When will submodules' horrible UI finally be fixed?
Manually running "git submodule update" after every single command is terrible.
Having the submodule in a modified state with "new commits", with no differentiation about whether what changed is the HEAD of the submodule or the parent ptr is also horrible. Did you forget to commit the submodule change? Or did you forget to "git submodule update"? Who knows??
Git clone of a repo that has submodules shows a clean status! It should say: "missing submodules" or ideally, do a "git submodule update --init" by default, but instead you're left wondering why build doesn't work.
Great, and now how do you reasonably share a dependency between multiple repositories while correctly tracking the exact version of that dependency at each point in history?
The command line is a little obscure (at least, I can never remember the command to pull the latest remote changes first time) but overall the use of them is a lot nicer, for the way I work at least. Being able to have "local" edits to subtrees while still allowing remote updating and colleagues to clone the repo with the local updates is rather useful.
Use the repo tool used by android?

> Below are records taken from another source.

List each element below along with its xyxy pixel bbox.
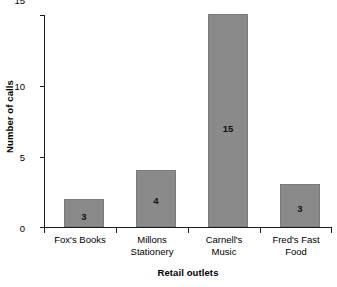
x-axis-title: Retail outlets: [44, 267, 332, 278]
x-category-label-millons-stationery: Millons Stationery: [116, 234, 188, 257]
x-category-line: Millons: [116, 234, 188, 246]
x-category-label-freds-fast-food: Fred's Fast Food: [260, 234, 332, 257]
plot-area: 3 4 15 3: [44, 15, 332, 228]
bar-label-freds-fast-food: 3: [281, 204, 319, 214]
x-tick-mark-2: [188, 228, 189, 233]
y-tick-label-5: 5: [0, 153, 25, 163]
x-tick-mark-4: [331, 228, 332, 233]
x-tick-mark-1: [116, 228, 117, 233]
bar-millons-stationery: 4: [136, 170, 176, 227]
bar-label-millons-stationery: 4: [137, 196, 175, 206]
x-category-line: Fred's Fast: [260, 234, 332, 246]
x-category-line: Music: [188, 246, 260, 258]
x-tick-mark-0: [44, 228, 45, 233]
x-category-line: Carnell's: [188, 234, 260, 246]
x-category-line: Food: [260, 246, 332, 258]
y-tick-mark-5: [40, 157, 44, 158]
y-tick-mark-10: [40, 86, 44, 87]
y-tick-mark-15: [40, 15, 44, 16]
x-category-line: Stationery: [116, 246, 188, 258]
x-category-label-carnells-music: Carnell's Music: [188, 234, 260, 257]
bar-foxs-books: 3: [64, 199, 104, 227]
bar-label-foxs-books: 3: [65, 212, 103, 222]
y-tick-label-15: 15: [0, 0, 25, 6]
x-category-line: Fox's Books: [44, 234, 116, 246]
y-axis-line: [44, 15, 45, 228]
y-tick-label-10: 10: [0, 82, 25, 92]
bar-freds-fast-food: 3: [280, 184, 320, 227]
bar-chart-figure: Number of calls 15 10 5 0 3 4 15 3: [0, 0, 337, 287]
y-axis-title: Number of calls: [0, 0, 18, 232]
bar-label-carnells-music: 15: [209, 124, 247, 134]
x-category-label-foxs-books: Fox's Books: [44, 234, 116, 246]
x-tick-mark-3: [260, 228, 261, 233]
bar-carnells-music: 15: [208, 14, 248, 227]
y-tick-label-0: 0: [0, 224, 25, 234]
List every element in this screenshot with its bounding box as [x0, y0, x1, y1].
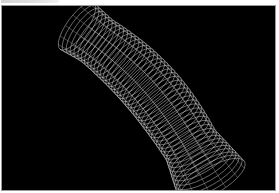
cropped-caption: [1, 0, 59, 3]
wireframe-mesh: [2, 6, 276, 191]
render-canvas: [1, 5, 276, 191]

I'm not sure bout dependency versions at each point in history since AOSP usually just points to tags or branches directly, but it seems to work for their style of large, multiple git repo projects.
Python at least doesn't provide any reasonable dependency tool for third-party test suite data. I can't really package a third-party test suite as a Python program.
Why can't you do that with the language package manager? In Node you simply change the version number, run npm install, test the changes, either commit or don't.
Very nice. I find Atlassian's information and tutorials on Git to be very well written and approachable. When I first moved from SVN to Git their Workflows guide (https://www.atlassian.com/git/workflows) helped connect the dots and eased the transition.
Is anyone here just as surprised about the existence of "git replace"?
Does it does it do what I think it does -- let you rewrite history and keep the rest of commit ids the same?
I thought that would be impossible up to this point (as in you could re-write all your commits, filter some, presumably with some secret passwords or something, but then you'd end up with different commit ids).
I was hoping that it was just a form of `git merge -s ours` but, you're right, the manpage makes it look a lot scarier.
I read the linked blog post and I still don't see a good use case for git replace. I can think up a lot of potential downsides and sources of mass confusion of course!
So, I second that. Anyone know a good, real-world, use for git replace? The example given in the blog post seems overcomplex. It would be easier and more idiomatic to just use rebase. (Yes, rebasing would change the commit SHAs, but would anybody care?)
You could in principal store the old history in a separate repository then (reasons for this may be that the repo historically contained many binary files, possibly because it’s been converted from an SVN repo). After refactoring and rebasing (Note: You do in fact change the SHAs in this scenario – what they do in the blog post is a rebase+squash/fixup basically.) you prepare a new repo which is much smaller and in which you do all further development.
However, sometimes it may be necessary for developers to do a `git blame` which needs to include the old data or similar. If this happens, you add the historical repo as another remote and `git replace` the oldest commit from the dev repo with the historical repo.
Only a few developers will ever need to use `git replace` in this scenario, so it would not say that it is too confusing. (If it was confusing, I’d say everybody would probably have learned that it exists the hard way…) Maybe think of it as a kind of git submodule but for time.
Sometimes using git replace followed by git filter-branch (so that you wind up with a valid history with all hashes correct) is the best way to get the history you want. This is usually in really extreme cases. ie at Loggly we had a frontend repo that we wound up splitting into media, templates, and webapp repos, and then later decided to put back into a frontend repo. The former operation was pretty easy with filter-branch, but for the latter, I used replace + filter-branch.
The most important update by far has got to be the new date formats, e.g.: `--date=teatime` and `--date="midnight the 12th of october, anno domini 1979"` just rock.
It also takes exactly one search for the username to find out the poster here is the author of the article, and since when has posting one's own articles (whether or not they're posted on your employer's blog) been forbidden?
I was under the impression most links to blogs were submitted by the post author, and this is very common behavior on HN and personally I see nothing wrong with it.
I don't believe posting links to your own blog is prohibited. I've done it a few times and I hope plan to in the future. I just thought the only criteria is that the links should not be "crap".
Reddit's actual policy is that excessive self-submission is verboten. If you're actively participating in reddit threads, self submission is OK - their guideline is no more than 10% of activity.
See also "What is spam?" on http://www.reddit.com/rules which says "OK: Submitting links from your own site, talking with redditors in the comments, and also submitting cool stuff from other sites."
Manually running "git submodule update" after every single command is terrible.
Having the submodule in a modified state with "new commits", with no differentiation about whether what changed is the HEAD of the submodule or the parent ptr is also horrible. Did you forget to commit the submodule change? Or did you forget to "git submodule update"? Who knows??
Git clone of a repo that has submodules shows a clean status! It should say: "missing submodules" or ideally, do a "git submodule update --init" by default, but instead you're left wondering why build doesn't work.